EurAfrican Borders and Migration Management: Political Cultures, Contested Spaces, and Ordinary Lives (Palgrave Series in African Borderlands Studies)

by Paolo Gaibazzi, Stephan Dünnwald and Alice Bellagamba

This volume traces the African ramifications of Europe’s southern border. While the Mediterranean Sea has become the main stage for the current play and tragedy between European borders and African migrants, Europe’s southern border has also been “offshored” to Africa, mainly through cooperation agreements with countries of transit and origin. By bringing into conversation case studies from different countries and disciplines, this volume seeks to open a window on the backstage of this externalization of borders. It casts light on the sites – from consulates to open seas and deserts – in which Europe’s southern border is made and unmade as an African reality, yielding what the editors call "EurAfrican borders." It further describes the multiple actors – state agents, migrants, smugglers, activists, etc. – that variously imagine, construct, cross or contest these borders, and situates their encounters within the history of uneven exchanges between Africa and Europe.

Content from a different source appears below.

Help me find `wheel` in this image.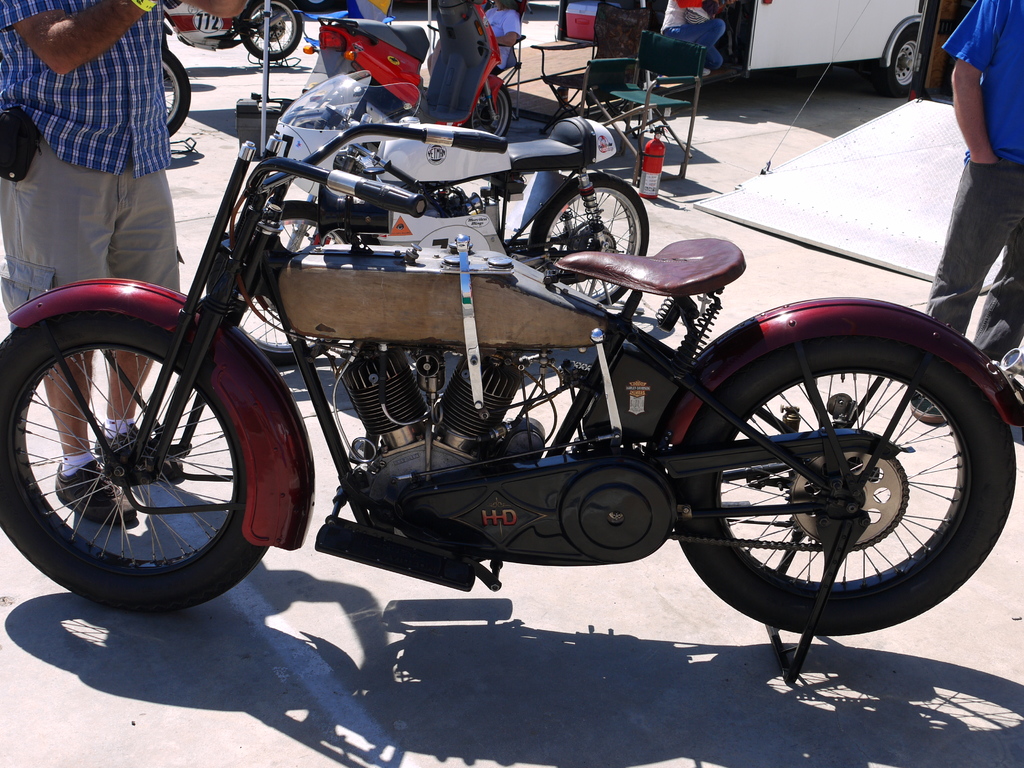
Found it: 673/332/1015/630.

Eurafrican Migration: Legal, Economic and Social Responses to Irregular Migration

by Rino Coluccello Simon Massey

Informed by witness testimonies, Eurafrican Migration details how the perilous journeys undertaken by irregular migrants are enabled by complex networks of guides during the Sahara phase, and explores the relationship between migrants and the criminal groups who arrange for them to be transported across the sea to southern Europe.

Eurasia at the Dawn of History

by Fernández-Götz Manuel Dirk Krausse

Our current world is characterized by life in cities, the existence of social inequalities, and increasing individualization. When and how did these phenomena arise? What was the social and economic background for the development of hierarchies and the first cities? The authors of this volume analyze the processes of centralization, cultural interaction, and social differentiation that led to the development of the first urban centres and early state formations of ancient Eurasia, from the Atlantic coasts to China. The chronological framework spans a period from the Neolithic to the Late Iron Age, with a special focus on the early first millennium BC. By adopting an interdisciplinary approach structured around the concepts of identity and materiality, this book addresses the appearance of a range of key phenomena that continue to shape our world.

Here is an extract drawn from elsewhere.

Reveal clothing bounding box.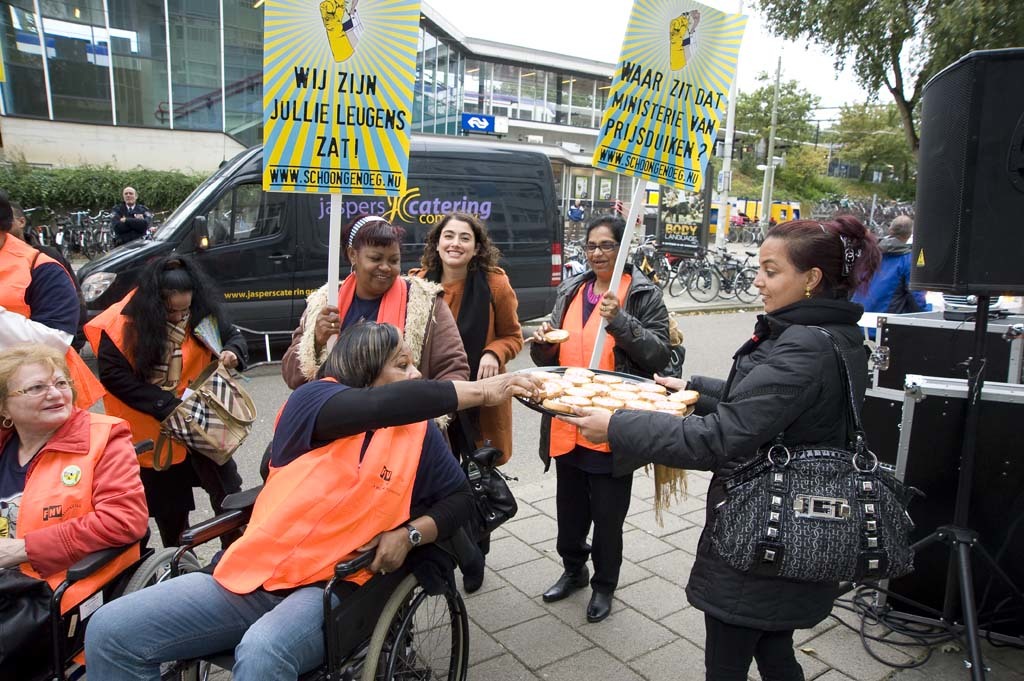
Revealed: l=83, t=376, r=479, b=680.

Eurasian Business Perspectives: Proceedings of the 24th Eurasia Business and Economics Society Conference (Eurasian Studies in Business and Economics #11/2)

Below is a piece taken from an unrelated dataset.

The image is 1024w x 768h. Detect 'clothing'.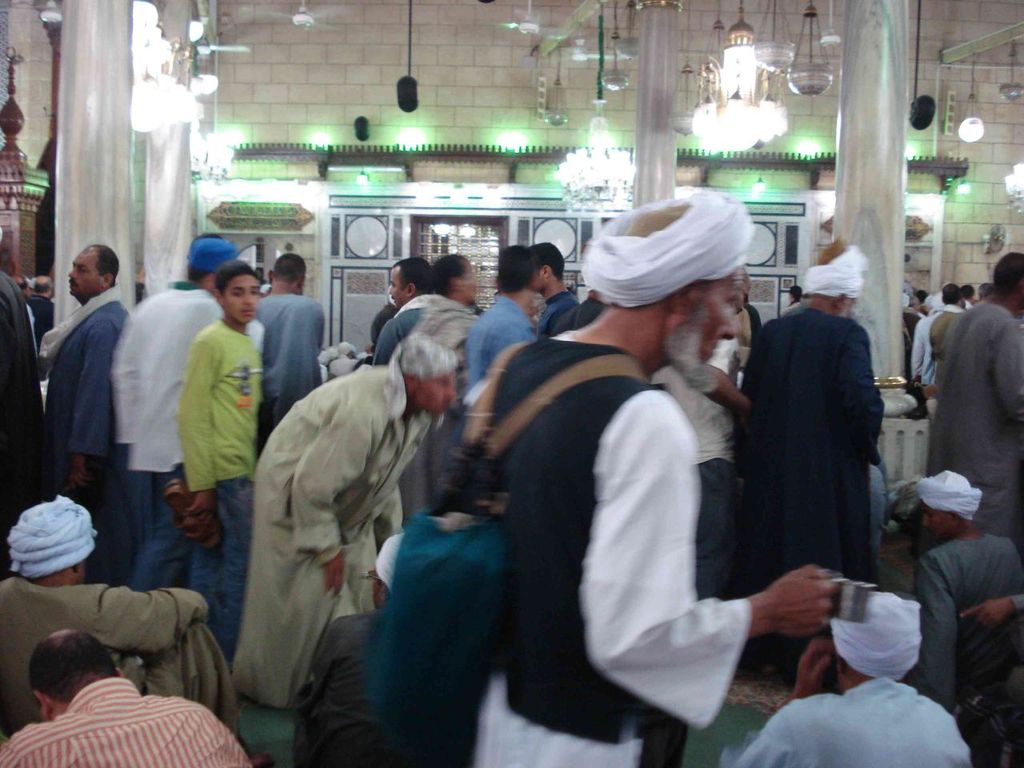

by Mehmet Huseyin Bilgin Hakan Danis Ender Demir Ugur Can

This volume of Eurasian Studies in Business and Economics includes selected papers from the 24th Eurasia Business and Economics Society (EBES) Conference, held in Bangkok. The theoretical and empirical papers gathered here cover diverse areas of business and management from different geographic regions; yet the main focus is on the latest findings on evolving marketing methods, analytics, communication standards, and their effects on customer value and engagement. The volume also includes related studies that analyze sustainable consumer behavior, and business strategy-related topics such as cross-border restructuring, quality management standards, and the internationalization of SMEs.